Carbon Ego pilot – How users evaluate carbon neutrality app

The City of Helsinki has set the goal of being carbon neutral by the year 2035. With Carbon Ego pilot, the city was exploring how they could help people make carbon-neutral choices in their everyday lives.

mySMARTLife partner Forum Virium Helsinki started the project with finding out about consumers’ values: Most consumers want information that is both concrete and linked to everyday life. Good choices should be the easiest ones to make. Also, people are motivated by many different things, carbon neutrality is just one of them - but how can it be combined with other values?

What Forum Virium Helsinki came up with is an app that empowers, encourages and uplifts your spirit! Carbon Ego's purpose was not to point fingers, but to encourage and incentivise consumers to adopt a more climate-friendly lifestyle. This was done by providing concrete tips and invitations to different challenges. There were challenges like “go vegetarian” for a week or leave the car home for a week. The app motivated the user also by visualising the users data to show how mobility, living, eating and consumption habits produce carbon dioxide emissions. The aim of the Carbon Ego pilot was to recruit citizens to test the app and then answer the feedback survey.

70 users tested the app and 36 of them answered the feedback survey after using the app for four weeks. The results of the feedback survey found that participants had generally different opinions on their overall satisfaction with the app. The average response was neutral. The participants found the app on average easy for them to use and most respondents were satisfied with the visual appearance of the app. The satisfaction with information provided through the Carbon Ego app was also valued differently from the respondents. Around 42% of them were satisfied with the provided information, while 36% were neutral. Many respondents said that they were already very climate conscious, and this may be the reason for the neutral and negative answers. The challenges provided were not challenging enough for the very climate conscious user.

All in all, it was the first pilot of this sort, and most respondents were positive about using an app like this. The City of Helsinki received valuable information about what to improve in a carbon calculating app and how people want to be encouraged towards more climate-friendly lifestyles. For example, when you enter weekly the kilometres travelled by different modes of transport into the app, it should calculate the person's total carbon footprint on that basis and not only show the carbon footprint of mobility. Also, if the carbon footprint could be refined by the food eaten and all the products that you buy, then that could motivate people to use the app. It would also give the user an opportunity to try out what kind of changes they could make themselves and what the impact on their carbon footprint would be.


How to complete this task - Pull out every line below holding the word "axis".

Extracted records -
__________________________________________________
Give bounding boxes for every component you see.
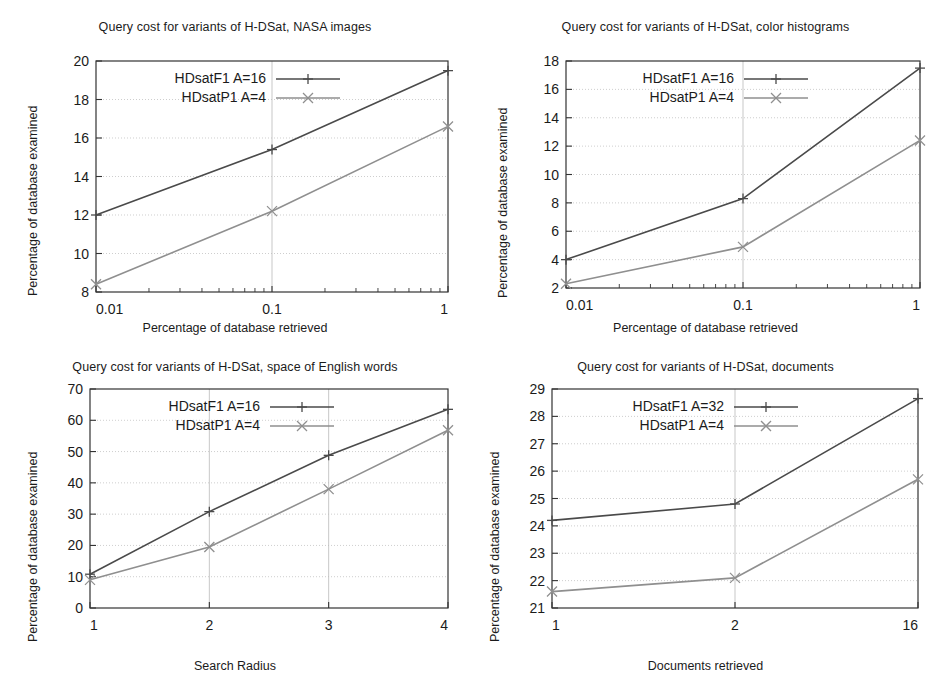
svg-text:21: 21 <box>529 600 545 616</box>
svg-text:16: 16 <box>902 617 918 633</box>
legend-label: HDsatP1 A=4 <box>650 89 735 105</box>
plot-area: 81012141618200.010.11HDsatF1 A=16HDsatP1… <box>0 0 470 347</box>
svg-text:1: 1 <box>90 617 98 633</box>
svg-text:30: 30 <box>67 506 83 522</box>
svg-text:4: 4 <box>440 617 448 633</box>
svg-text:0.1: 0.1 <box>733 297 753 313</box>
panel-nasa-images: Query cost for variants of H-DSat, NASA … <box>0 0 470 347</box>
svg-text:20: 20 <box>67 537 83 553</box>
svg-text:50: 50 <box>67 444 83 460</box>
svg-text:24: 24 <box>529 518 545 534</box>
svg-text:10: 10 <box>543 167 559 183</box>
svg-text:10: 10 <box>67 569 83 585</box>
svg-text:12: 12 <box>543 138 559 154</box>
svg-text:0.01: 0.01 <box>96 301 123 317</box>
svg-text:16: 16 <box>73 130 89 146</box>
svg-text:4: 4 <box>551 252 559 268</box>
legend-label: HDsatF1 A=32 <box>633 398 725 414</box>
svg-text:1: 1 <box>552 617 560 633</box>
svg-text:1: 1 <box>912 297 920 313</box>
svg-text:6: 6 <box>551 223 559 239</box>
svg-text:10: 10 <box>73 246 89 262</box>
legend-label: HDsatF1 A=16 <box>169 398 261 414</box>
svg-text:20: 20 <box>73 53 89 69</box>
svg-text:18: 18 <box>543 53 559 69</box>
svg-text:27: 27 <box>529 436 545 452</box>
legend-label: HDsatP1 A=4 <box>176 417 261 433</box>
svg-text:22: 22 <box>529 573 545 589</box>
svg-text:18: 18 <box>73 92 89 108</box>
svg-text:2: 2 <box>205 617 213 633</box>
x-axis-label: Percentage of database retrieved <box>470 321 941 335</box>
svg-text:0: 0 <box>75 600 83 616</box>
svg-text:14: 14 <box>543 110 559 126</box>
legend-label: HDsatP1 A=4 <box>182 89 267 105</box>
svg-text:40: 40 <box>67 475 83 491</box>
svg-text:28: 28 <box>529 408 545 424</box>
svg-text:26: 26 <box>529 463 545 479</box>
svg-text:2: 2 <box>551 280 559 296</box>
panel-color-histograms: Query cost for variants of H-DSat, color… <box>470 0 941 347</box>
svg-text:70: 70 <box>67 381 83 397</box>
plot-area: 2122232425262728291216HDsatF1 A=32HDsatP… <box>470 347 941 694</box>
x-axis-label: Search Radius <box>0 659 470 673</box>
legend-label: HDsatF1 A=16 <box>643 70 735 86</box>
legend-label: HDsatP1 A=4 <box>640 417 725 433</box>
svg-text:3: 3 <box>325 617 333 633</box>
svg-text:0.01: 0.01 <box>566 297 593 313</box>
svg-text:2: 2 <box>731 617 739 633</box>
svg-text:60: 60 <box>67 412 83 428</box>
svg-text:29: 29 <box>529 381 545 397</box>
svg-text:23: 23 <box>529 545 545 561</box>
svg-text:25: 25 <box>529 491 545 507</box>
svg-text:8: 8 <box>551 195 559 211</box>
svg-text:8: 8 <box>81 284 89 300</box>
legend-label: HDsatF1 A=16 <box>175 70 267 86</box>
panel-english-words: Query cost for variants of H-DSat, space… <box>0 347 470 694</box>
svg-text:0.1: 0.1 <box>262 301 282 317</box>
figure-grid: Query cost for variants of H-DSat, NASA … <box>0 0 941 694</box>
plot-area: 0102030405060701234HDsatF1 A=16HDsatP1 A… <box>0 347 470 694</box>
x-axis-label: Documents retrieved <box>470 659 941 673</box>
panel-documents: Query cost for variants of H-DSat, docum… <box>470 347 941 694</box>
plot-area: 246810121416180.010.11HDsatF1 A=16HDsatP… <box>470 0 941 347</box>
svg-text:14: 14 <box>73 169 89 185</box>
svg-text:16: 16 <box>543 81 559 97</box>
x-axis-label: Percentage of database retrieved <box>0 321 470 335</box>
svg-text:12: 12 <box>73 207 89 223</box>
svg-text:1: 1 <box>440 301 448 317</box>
__________________________________________________
Output of the task -
x-axis-label: Percentage of database retrieved <box>470 321 941 335</box>
x-axis-label: Search Radius <box>0 659 470 673</box>
x-axis-label: Documents retrieved <box>470 659 941 673</box>
x-axis-label: Percentage of database retrieved <box>0 321 470 335</box>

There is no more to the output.